The Haines Borough Public Library will continue to shift from grant-funded staff positions in fiscal year 2012, when the salary for youth services coordinator Holly Davis will be paid entirely by the borough.
The Haines Borough Assembly adopted the budget June 14, to go into effect Friday. The budget includes $344,822 for the library, up from borough manager Mark Earnest’s initial allocation of $334,507 in April. The borough budgeted $324,466 for the library last year.
The library’s first budget proposal this year requested $370,969 from the borough.
“We were asking for positions that had previously been covered by grants to be covered through the borough, because they are positions that have been in place for a number of years,” said Patricia Brown, library director.
Brown and the library board in February sent a letter to Mayor Jan Hill, Earnest and the assembly that expressed concern about “continued reliance on grants for essential staff positions.” The letter thanked the borough for funding 8.75 of 21 hours per week for the youth services coordinator and seven additional hours for the library’s technology coordinator during the last budget cycle.
Brown met with Earnest and Jila Stuart, borough chief fiscal officer, to further discuss the budget.
“There was a big gap between the library request and the manager’s budget recommendation, and the assembly said to get together, talk about it and try to figure something out,” Stuart said.
Brown said the youth services coordinator “was the primary position we were looking to have picked up, rather than having to seek grant funding for it.”
Holly Davis as youth services coordinator leads children’s and early literacy programs and visits Head Start and preschool classrooms. The borough’s revised budget added $7,000 to fund that position without grant support.
“(The borough) also increased the budget based on things that we don’t have any control over, like the health insurance increases,” Brown said. “They’ve been very supportive in helping us figure out a way to make sure we can maintain the library services that we have, based on the fact that you just never know with some of these grants.”
The technology coordinator and education/programs coordinator at the library still are grant-supported positions, Brown said.
She said the top grant source in question is a federal Native American Library Services Enhancement Grant through the Institute of Museum and Library Services that the library previously has earned in partnership with the Chilkoot Indian Association.
The library applied for the next round of grants, each valued at up to $150,000 to cover two years, that will be awarded in September. The library’s current Enhancement Grant will expire that month.
“It’s a highly competitive grant process, and it’s a national, tribal library services grant,” Brown said.

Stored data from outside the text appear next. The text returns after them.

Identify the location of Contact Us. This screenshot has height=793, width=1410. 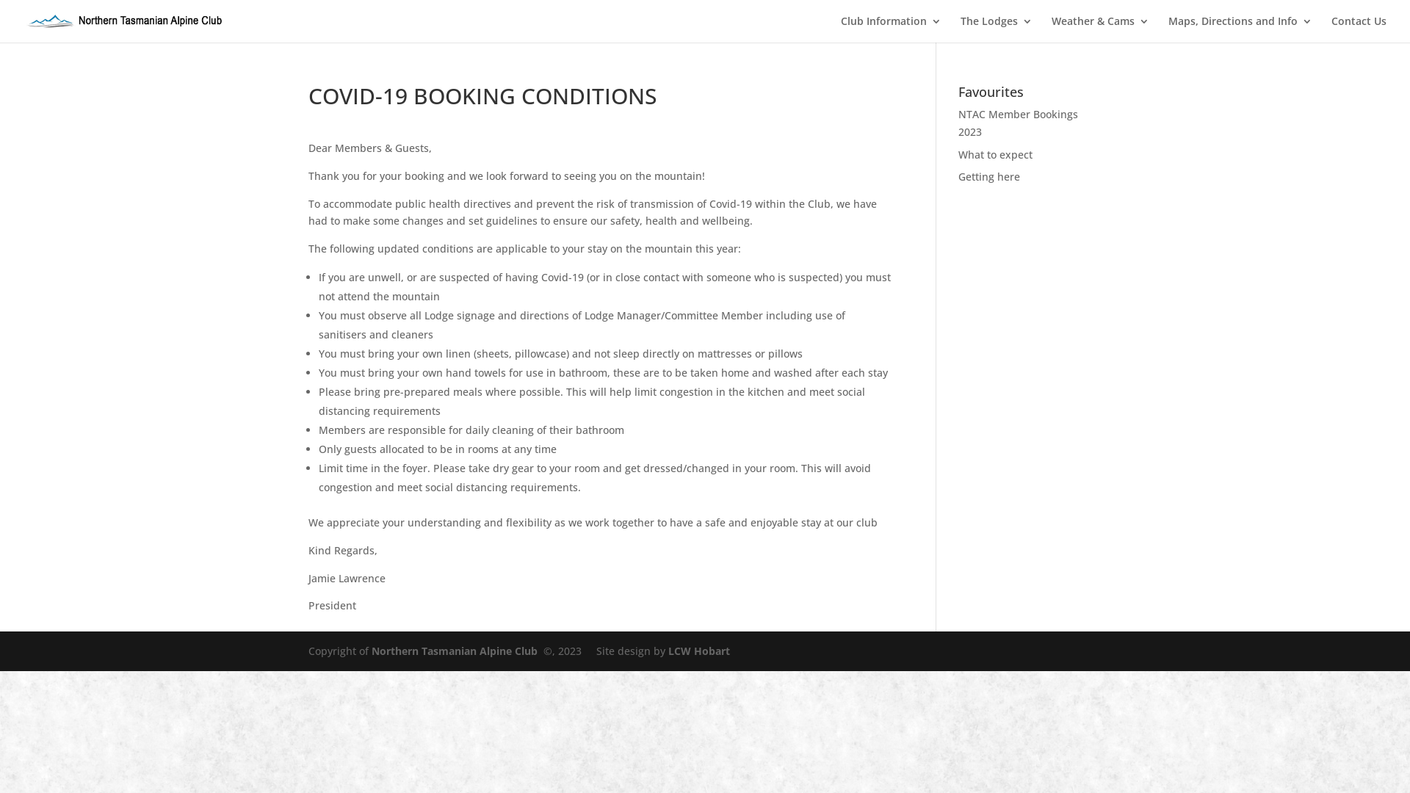
(1359, 29).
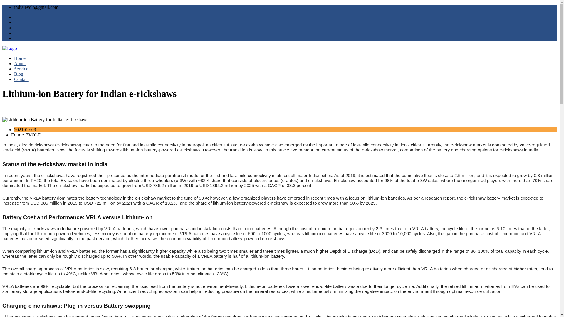  I want to click on About, so click(20, 63).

The library is hiring, and applications for an opening for a part-time library aide are due 5 p.m. Friday. The wage is $10.68 to $11.58 per hour, for 14 to 19 hours per week. Applications and a job description are available at http://www.hainesborough.us.
Lisa Blank was the library aide when she started training to replace the retiring Ellen Borders as collection development specialist. Borders died March 24, and the library’s website this week still had an update from Davis titled, “We miss Ellen.”